Sunday, March 14--A great deal of pain whenever I tried to move. A doctor helped me walk from the bed to the guest chair, a distance of about two feet. He held me on one side and I used a crutch on the other. This was the limit of my pain tolerance. I waited a long time before attempting the trip back to bed. Naomi and her son, Avishi (sp? pronounced AH vee shy), stopped by to visit. They are friends of Robby.
Monday, March 15--A very friendly rabbi visited me. He said he was Robby's sister's rabbi. A beautiful bouquet arrived from Tim Howard in Sacramento. A reporter and a photographer from the New York Daily News interviewed me about my ordeal and my cause. That went very well. I made an attempt at physical therapy, but it was much too painful. I couldn't help but scream. I was moved to the third floor to be near rehab. At first I had the room to myself, but Helen Silverstein, who broke her ankle, arrived at about 1 a.m.
Tuesday, March 16--Went around the "gym" four times with a walker. Much improved over the previous days. Aaron arrived around 7:30 p.m. So good to see him! HBO put him up at a B&B about seven blocks away. Met Helen's husband, Lou Silverstein, former asst. managing editor of the New York Times, and their daughter, Anne, who is the editor of a union newspaper. Helen and Lou hired two women to take 12-hour shifts so that Helen would never be unattended. Aaron was such a help, setting up the dialysis machine and fetching things for me. Yet one more night of poor sleep.
Wednesday, March 17--Walked with walker without a spotter. Walked between my room and the rehab center. Aaron slept until 3 p.m.. came over afterwards. Moved to a private room. PT personnel very professional, compassionate. Especially liked James, the PT attendant, and Grace, the chief physical therapist.
Miss Brockman, a former UN interpreter and the wife of one of the hospital's psychiatrists, was a real fighter. She had been doing yoga previous to her hip fracture, and she believed that was responsible for her underlying good condition. I, too, was thankful for all the work I had done in cardiac rehab. Without those weeks of beefing up, this would have been much more difficult, I'm sure. Miss Brockman and I were the overachievers. We wanted to get better and get out of there. That was not typical of most patients I saw. Many refued to leave their beds or they refused to do anything once they got to rehab. One woman stood by the parallel bars and said, "I can't. I can't." Grace encouraged her, but she persisted in her naysaying. Finally, Grace said, "You've been in bed for six months. If you go back to the nursing home like this and say 'I can't' more than twice, they're going to leave you in bed, and you're going to stay there."
Thursday, March 18--While attempting to negotiate the mess of tubing and cables around my bed in the early morning, I lost my balance and fell. I screamed, "Help me! Help me!" Nurses came running. Such excrutiating pain. Even more than the original break. They lifted me onto a guest chair, where I sat until a stretcher came to take me to x-ray. For some reason, this was not a stretcher that went up and down, so getting onto it was torture, as was moving from the stretcher to the x-ray table and back to the stretcher. Once I was finally back in my bed, I stayed there. Waited to hear all day whether this would mean more surgery. Finally, at 6 p.m., a doctor told me that this was a splinter off the original break that could not be fixed surgically. I would have to allow it to heal on its own. So good to have Aaron with me all day today.
Friday, March 19--Fairly easy to move in the morning, but extremely painful in the afternoon. It's a matter of timing the pain meds just right so that they're at their peak effectiveness when I'm in physical therapy. Aaron explored the Met, Grand Center Park, and Times Square.
Saturday, March 20-Monday, March 22--Continued to progress in PT. Learned how to walk up and down the stairs with a walker. Left for the airport at 3 p.m. Left NYC on a United flight at 8:30 p.m. Arrived in LA a little before midnight. So good to be home.
Mystical experiences, yearnings, politics, little dramas, poetry, kidney dialysis, insulin-dependent diabetes, and opportunities for gratitude.
Thursday, March 25, 2010
Subscribe to:
Posts (Atom)
Followers
About Me
- Heidi's heart
- Southern California, United States
- Perhaps my friend Mark summed me up best when he called me "a mystical grammarian." I am quite a mix--otherworldly, ethereal and in touch with "the beyond," yet prone to being very precise and logical, when need be. Romantic in the big-canvas meaning of the word, I see the world as an adventure, as a love poem, as a realm of beauty and wonder.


From the records below, copy out exactly the lines from the one containing "Image resolution: width=1029" to the one containing "This screenshot has width=772, height=579.", both included. Add nothing else.

### SUPPLIED MATERIAL

<<<<

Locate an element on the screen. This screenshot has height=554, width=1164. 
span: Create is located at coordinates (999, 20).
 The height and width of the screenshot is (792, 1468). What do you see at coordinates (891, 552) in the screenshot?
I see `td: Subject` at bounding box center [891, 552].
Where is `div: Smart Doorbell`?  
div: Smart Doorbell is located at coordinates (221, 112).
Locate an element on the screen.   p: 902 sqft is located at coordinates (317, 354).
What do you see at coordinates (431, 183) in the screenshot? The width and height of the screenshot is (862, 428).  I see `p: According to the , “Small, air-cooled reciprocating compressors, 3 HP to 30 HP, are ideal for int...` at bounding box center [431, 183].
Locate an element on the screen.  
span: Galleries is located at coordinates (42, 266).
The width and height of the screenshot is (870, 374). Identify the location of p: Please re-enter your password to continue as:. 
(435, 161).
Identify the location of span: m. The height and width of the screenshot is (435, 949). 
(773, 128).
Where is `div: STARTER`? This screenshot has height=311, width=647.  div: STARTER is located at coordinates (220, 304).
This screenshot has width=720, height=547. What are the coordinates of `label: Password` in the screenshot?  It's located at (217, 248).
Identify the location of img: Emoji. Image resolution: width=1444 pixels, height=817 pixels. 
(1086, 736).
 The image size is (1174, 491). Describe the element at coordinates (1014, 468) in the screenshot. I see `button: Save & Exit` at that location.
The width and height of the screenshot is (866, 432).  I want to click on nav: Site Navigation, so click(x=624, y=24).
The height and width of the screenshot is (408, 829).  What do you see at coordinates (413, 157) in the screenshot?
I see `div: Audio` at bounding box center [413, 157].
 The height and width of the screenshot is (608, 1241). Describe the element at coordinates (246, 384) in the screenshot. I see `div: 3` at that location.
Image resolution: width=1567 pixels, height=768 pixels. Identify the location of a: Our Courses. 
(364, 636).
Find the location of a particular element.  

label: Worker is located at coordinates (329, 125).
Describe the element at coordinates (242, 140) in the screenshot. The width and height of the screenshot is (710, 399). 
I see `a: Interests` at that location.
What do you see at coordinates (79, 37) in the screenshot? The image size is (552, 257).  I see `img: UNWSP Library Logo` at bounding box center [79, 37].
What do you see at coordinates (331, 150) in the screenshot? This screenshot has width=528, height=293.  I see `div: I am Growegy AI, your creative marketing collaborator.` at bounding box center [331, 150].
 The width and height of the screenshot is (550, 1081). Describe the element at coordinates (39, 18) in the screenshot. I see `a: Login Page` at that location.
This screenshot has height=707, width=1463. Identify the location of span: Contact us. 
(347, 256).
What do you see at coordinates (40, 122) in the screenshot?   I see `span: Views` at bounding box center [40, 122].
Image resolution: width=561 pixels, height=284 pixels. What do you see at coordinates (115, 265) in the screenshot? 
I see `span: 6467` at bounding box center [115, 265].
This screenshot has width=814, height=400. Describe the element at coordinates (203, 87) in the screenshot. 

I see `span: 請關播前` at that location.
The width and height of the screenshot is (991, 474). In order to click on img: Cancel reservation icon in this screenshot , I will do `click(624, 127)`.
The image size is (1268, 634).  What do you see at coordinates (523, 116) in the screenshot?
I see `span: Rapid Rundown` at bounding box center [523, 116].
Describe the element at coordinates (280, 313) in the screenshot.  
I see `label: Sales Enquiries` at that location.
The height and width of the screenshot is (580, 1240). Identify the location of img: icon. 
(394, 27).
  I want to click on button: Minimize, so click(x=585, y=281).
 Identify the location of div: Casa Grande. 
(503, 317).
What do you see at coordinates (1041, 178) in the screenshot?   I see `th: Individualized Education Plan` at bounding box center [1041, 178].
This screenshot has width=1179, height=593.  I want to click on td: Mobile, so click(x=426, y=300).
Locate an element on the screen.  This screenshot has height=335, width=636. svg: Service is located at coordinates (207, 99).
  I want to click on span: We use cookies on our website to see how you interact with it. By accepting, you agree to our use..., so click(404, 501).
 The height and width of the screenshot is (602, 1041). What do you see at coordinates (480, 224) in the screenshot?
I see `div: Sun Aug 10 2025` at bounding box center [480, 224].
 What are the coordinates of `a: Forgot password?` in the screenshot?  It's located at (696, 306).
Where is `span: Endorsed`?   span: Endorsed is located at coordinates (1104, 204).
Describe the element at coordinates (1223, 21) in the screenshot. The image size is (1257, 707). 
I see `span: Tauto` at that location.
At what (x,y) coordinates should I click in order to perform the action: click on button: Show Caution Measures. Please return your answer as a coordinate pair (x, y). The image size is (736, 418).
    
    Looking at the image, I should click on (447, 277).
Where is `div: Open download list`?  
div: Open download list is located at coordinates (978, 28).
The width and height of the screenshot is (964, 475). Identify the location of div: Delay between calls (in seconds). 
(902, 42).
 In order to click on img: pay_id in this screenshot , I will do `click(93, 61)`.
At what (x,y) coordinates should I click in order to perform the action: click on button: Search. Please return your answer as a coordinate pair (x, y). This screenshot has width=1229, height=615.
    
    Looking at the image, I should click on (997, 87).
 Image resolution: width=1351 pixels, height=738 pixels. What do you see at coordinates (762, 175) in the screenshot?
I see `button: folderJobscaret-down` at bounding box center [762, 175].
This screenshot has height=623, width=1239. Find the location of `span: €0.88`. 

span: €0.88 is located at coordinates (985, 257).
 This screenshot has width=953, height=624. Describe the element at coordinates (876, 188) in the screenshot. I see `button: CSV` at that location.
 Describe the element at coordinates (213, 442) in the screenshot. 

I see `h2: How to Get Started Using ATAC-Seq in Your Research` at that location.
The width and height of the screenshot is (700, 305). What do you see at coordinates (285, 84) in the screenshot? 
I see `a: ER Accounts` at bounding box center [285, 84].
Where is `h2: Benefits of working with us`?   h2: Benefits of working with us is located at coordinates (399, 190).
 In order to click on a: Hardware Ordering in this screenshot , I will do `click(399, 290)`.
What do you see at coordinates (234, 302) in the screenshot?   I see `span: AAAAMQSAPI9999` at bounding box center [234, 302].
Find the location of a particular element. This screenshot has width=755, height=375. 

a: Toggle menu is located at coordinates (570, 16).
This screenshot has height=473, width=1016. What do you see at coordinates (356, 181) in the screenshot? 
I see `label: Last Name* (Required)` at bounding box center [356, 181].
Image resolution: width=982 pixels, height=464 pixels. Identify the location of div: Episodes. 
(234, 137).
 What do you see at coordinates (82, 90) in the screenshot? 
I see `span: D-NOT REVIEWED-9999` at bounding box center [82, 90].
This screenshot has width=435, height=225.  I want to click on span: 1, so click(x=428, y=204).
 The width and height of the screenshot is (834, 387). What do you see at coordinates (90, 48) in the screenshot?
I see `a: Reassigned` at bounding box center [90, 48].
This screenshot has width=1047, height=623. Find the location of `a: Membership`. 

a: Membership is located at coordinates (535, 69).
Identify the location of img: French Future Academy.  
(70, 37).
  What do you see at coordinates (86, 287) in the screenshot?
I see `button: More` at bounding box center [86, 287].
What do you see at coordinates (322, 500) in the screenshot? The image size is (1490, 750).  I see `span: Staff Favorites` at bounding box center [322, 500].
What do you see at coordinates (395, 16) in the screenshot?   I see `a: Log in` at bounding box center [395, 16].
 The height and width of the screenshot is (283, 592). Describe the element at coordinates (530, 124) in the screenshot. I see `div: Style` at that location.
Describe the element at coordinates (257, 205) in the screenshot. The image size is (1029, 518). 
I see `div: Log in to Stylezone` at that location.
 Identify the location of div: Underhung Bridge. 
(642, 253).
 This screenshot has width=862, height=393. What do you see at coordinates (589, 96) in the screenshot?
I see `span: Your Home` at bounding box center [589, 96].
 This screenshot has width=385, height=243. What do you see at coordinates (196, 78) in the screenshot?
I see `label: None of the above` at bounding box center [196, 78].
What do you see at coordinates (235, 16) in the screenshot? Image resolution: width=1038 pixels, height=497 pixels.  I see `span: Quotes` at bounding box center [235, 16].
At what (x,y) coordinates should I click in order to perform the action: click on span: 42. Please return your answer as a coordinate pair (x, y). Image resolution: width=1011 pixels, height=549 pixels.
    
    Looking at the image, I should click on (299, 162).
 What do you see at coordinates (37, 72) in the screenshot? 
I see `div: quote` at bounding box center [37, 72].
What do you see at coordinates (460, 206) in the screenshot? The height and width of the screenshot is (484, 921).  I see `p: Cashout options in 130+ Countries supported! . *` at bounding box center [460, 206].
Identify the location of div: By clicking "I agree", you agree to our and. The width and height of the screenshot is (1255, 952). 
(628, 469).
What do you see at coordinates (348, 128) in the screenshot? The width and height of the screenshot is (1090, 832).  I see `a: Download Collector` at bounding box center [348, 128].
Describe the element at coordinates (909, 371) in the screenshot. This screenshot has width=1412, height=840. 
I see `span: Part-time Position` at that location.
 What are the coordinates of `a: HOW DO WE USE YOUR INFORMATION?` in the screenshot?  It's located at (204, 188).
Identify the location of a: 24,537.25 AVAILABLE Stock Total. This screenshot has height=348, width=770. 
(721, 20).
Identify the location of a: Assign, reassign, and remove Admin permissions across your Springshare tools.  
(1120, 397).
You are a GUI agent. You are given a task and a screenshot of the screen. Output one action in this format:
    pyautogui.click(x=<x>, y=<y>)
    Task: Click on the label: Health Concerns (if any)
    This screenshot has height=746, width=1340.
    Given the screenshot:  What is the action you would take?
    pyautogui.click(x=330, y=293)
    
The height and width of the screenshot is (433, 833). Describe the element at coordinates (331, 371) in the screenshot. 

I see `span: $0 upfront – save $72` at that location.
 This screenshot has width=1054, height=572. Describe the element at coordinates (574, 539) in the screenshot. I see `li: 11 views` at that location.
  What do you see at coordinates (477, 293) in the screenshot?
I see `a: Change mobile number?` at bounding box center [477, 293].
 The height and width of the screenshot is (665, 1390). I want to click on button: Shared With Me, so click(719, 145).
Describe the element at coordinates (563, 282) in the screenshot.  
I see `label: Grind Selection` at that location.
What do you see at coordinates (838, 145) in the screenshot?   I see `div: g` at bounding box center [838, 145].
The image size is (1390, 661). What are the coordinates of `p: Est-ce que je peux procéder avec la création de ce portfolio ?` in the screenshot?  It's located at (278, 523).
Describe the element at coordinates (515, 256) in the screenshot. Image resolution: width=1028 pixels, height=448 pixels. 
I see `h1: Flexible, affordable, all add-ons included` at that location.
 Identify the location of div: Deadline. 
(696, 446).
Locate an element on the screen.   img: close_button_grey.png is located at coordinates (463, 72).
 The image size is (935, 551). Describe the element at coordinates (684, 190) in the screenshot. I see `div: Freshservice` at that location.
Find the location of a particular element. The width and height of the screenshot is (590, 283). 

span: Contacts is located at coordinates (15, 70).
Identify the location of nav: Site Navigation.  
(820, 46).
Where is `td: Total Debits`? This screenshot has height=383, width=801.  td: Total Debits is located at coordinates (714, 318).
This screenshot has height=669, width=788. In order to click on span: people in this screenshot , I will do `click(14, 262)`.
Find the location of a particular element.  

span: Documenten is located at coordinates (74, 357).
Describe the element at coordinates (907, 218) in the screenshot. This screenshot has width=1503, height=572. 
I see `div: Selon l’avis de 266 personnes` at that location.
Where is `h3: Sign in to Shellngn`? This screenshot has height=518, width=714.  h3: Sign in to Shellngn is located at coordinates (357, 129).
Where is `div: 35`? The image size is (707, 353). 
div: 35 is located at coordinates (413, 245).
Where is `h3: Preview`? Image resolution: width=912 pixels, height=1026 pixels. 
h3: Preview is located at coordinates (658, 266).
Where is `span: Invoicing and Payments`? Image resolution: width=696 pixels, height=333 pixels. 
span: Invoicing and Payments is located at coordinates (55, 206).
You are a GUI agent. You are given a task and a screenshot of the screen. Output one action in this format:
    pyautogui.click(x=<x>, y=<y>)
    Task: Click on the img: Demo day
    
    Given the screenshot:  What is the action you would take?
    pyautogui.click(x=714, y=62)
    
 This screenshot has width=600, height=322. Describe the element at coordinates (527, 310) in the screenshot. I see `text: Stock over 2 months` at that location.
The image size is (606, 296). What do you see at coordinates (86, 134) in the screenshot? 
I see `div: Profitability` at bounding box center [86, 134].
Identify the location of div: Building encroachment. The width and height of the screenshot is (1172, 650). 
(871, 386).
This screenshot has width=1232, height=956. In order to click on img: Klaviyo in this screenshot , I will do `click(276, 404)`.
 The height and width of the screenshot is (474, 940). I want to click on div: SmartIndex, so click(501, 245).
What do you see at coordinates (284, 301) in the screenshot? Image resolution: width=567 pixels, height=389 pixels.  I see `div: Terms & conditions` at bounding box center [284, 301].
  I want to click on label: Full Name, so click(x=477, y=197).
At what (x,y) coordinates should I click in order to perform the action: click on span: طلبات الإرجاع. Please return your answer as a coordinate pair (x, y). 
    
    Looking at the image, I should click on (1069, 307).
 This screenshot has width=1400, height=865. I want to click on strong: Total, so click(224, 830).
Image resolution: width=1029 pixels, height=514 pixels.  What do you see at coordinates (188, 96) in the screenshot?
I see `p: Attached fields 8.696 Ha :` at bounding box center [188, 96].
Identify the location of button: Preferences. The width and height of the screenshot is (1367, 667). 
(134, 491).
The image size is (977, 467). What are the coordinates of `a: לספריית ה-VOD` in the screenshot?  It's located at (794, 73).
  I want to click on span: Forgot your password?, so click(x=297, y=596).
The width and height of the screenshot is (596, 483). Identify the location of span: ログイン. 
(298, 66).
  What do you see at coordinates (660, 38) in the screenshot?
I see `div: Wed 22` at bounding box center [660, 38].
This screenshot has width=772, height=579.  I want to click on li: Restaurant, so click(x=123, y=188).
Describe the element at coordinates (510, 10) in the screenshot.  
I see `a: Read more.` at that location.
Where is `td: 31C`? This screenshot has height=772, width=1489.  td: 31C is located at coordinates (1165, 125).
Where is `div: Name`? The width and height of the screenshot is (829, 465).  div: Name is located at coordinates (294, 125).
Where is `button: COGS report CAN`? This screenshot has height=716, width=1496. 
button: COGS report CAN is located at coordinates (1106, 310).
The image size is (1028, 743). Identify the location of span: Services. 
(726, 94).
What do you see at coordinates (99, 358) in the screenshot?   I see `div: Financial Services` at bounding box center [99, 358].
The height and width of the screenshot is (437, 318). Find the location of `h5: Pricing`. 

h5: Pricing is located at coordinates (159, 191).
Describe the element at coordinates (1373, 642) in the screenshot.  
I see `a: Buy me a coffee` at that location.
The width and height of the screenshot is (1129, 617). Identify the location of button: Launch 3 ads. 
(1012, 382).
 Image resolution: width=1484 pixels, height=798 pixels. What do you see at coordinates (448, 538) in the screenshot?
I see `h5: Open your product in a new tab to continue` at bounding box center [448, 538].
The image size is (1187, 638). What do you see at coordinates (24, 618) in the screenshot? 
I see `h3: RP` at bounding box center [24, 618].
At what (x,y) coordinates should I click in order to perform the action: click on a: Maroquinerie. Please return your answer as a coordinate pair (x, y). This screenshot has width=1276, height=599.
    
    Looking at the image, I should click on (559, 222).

>>>>

### ANSWER SECTION
Image resolution: width=1029 pixels, height=514 pixels.  What do you see at coordinates (188, 96) in the screenshot?
I see `p: Attached fields 8.696 Ha :` at bounding box center [188, 96].
Identify the location of button: Preferences. The width and height of the screenshot is (1367, 667). 
(134, 491).
The image size is (977, 467). What are the coordinates of `a: לספריית ה-VOD` in the screenshot?  It's located at (794, 73).
  I want to click on span: Forgot your password?, so click(x=297, y=596).
The width and height of the screenshot is (596, 483). Identify the location of span: ログイン. 
(298, 66).
  What do you see at coordinates (660, 38) in the screenshot?
I see `div: Wed 22` at bounding box center [660, 38].
This screenshot has width=772, height=579.  I want to click on li: Restaurant, so click(x=123, y=188).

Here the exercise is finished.